This is a copy of two e-mails that I sent to Mark Blumenthal of Pollster.com in the wee hours of the morning on February 4th. Like the examples in the Grebner study, they point toward cases in which Research 2000's data appeared to be other-than-random (although, as I declaim in the e-mails, not necessarily triggered by fraud).
from Nate Silver
to Mark Blumenthal
Mark Blumenthal
date Thu, Feb 4, 2010 at 4:17 AM
subject Research 2000 weirdness
mailed-by gmail.com
Mark,
Not to sound too conspiratorial, but to be honest I'm getting
a little bit suspicious about Research 2000, or at least the
polling they've conducted for Markos over the past two years.

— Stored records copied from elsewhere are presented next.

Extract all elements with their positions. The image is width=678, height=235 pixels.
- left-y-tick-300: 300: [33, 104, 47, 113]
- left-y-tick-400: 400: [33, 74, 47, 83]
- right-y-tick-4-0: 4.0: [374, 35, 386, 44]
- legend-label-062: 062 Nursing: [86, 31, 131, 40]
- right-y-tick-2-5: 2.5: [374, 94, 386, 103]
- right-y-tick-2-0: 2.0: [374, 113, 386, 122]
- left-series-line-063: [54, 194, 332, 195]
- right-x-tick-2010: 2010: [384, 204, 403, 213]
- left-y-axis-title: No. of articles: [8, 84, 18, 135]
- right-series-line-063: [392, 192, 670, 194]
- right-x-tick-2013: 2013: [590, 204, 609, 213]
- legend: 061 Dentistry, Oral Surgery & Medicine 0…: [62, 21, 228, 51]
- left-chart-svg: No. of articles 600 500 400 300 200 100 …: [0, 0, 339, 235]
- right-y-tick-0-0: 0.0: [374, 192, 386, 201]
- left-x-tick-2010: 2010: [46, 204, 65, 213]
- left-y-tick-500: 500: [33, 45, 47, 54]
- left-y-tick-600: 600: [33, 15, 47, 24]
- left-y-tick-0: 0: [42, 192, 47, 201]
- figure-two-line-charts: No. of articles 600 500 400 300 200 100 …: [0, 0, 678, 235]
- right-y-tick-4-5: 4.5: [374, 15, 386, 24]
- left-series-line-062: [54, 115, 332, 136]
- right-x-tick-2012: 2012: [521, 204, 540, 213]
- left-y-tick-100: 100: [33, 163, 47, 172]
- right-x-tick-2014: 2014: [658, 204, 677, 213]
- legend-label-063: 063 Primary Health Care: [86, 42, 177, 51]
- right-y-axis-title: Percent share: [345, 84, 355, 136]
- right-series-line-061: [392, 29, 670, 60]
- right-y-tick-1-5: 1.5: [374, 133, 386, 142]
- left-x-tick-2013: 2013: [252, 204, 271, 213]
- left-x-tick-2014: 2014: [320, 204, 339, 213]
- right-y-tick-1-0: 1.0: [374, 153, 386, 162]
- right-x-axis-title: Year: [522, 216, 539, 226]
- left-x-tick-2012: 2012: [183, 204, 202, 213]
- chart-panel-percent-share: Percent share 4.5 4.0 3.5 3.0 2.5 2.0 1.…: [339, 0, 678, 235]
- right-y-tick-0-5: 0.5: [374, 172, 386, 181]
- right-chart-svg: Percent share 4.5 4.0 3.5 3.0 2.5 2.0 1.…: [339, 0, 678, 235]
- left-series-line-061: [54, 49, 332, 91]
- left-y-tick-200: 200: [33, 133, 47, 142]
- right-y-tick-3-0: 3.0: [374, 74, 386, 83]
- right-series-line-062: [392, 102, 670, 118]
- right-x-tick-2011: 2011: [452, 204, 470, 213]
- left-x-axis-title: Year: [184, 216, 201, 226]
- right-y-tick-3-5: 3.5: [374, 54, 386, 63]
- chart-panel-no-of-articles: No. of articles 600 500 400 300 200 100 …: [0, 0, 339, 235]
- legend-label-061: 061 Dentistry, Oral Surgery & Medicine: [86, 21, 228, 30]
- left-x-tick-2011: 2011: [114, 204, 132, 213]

Do you know those guys at all?
I'll keep this pretty brief. In part it's because of the
occasionally really weird result they turn out -- for instance,
they had only 27 percent of Republicans or something in favor
of gays in the military whereas Gallup and ABC/Post have had
those numbers in the 60s. There are two or three other examples
like this I could point to. For another, their contact
information and web presence is pretty sketchy relative to that
of other pollsters and there's not a lot of detail about the
scope of their operations.
But mainly, it's that that their data feels way too clean for
me. Take a look at the attached chart, for example: these are
the age breakdowns in the Democratic vote share for the last
20 contests surveyed by R2K and PPP, respectively. The age
breakdowns in Research 2000's numbers are almost always close
to "perfect" -- in 20 out of 20 cases, for instance, the
Democrat gets a lower vote share from among 30-44 year olds
than among 18-29 year olds. PPP's data, on the other hand,
is *much* messier -- which is what I think we should expect
when comparing small subsamples, particularly subsamples of
lots of different races that are subject to different
demographic patterns.
Likewise, take a look at their Presidential tracking numbers
from 2008 (http://www.dailykos.com/dailypoll/2008/11/4).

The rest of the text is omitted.